Background
At the time the Act passed, it was U.S. policy to eliminate Indian reservations, dividing their territory and distributing it to individual Indians to own like any other person, in a process called "allotment." Before allotment, reservation territory was not owned in the usual western sense, but was reserved for the benefit of entire Indian tribes, with its benefits apportioned to tribe members according to tribal law and custom. Generally, Indians held the land in a communal fashion. It was not possible for any non-Indian to own land on reservations, a fact which limited the value of the land to the Indians (It reduced the market for it).
The process of allotment started with the General Allotment Act of 1887, and by 1934, two thirds of Indian land had converted to traditional private ownership (i.e. it was owned in fee simple) and most of that had been sold by its Indian allottee.
The Indians who sold their land (most received 80 acres) often did not get much value for it, either getting a poor price or squandering the cash windfall they received.
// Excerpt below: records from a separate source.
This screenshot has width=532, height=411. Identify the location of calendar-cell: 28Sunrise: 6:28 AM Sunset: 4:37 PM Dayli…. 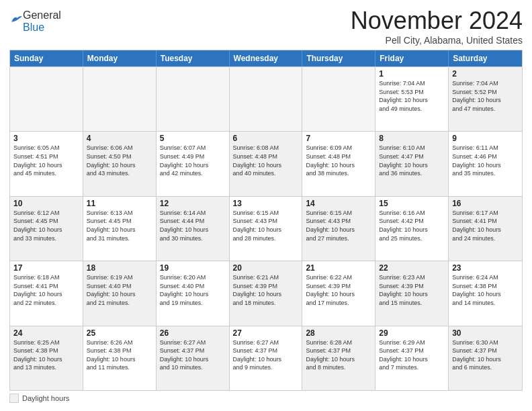
(339, 359).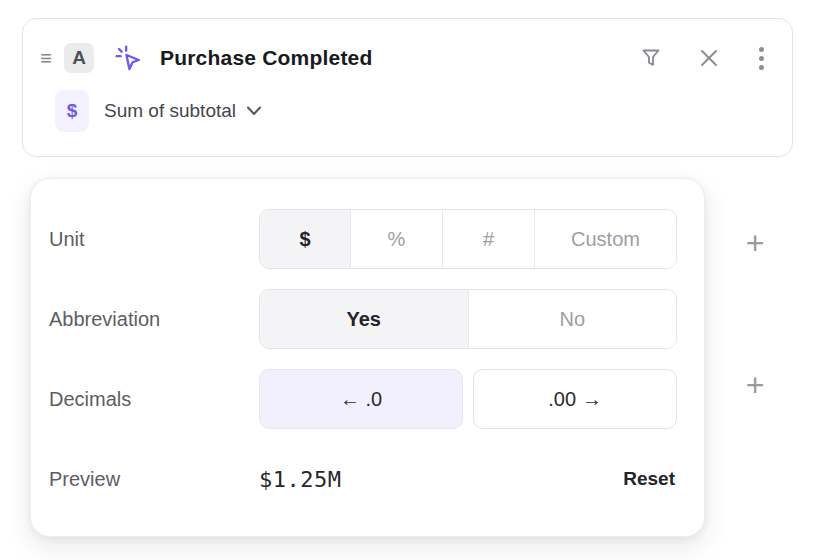  I want to click on increase-decimals-button: .00 →, so click(575, 399).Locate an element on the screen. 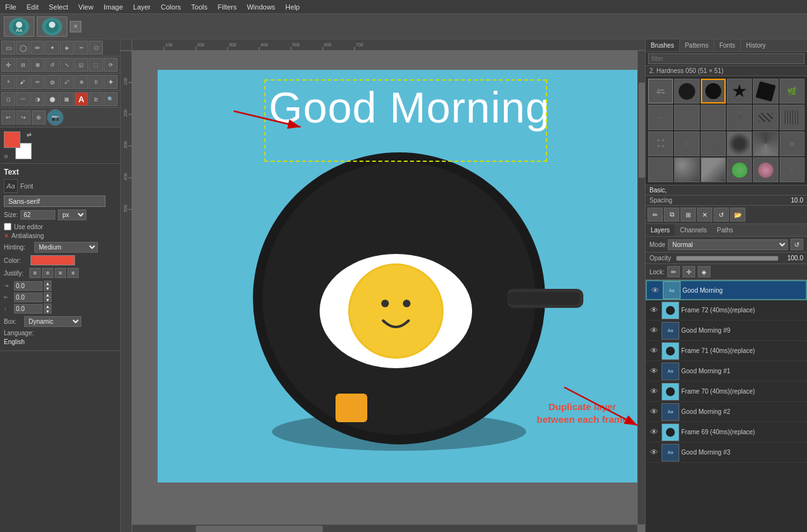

This left Indians as a class poor.
John Collier, who was appointed Commissioner of what is now called the Bureau of Indian Affairs in 1933 under President Franklin Delano Roosevelt, had become convinced that federal Indian policies needed to be changed to correct injustices. He had already worked ten years at the Indian Defense Fund and become familiar with many issues.
The Act was signed into law by President Roosevelt in 1934.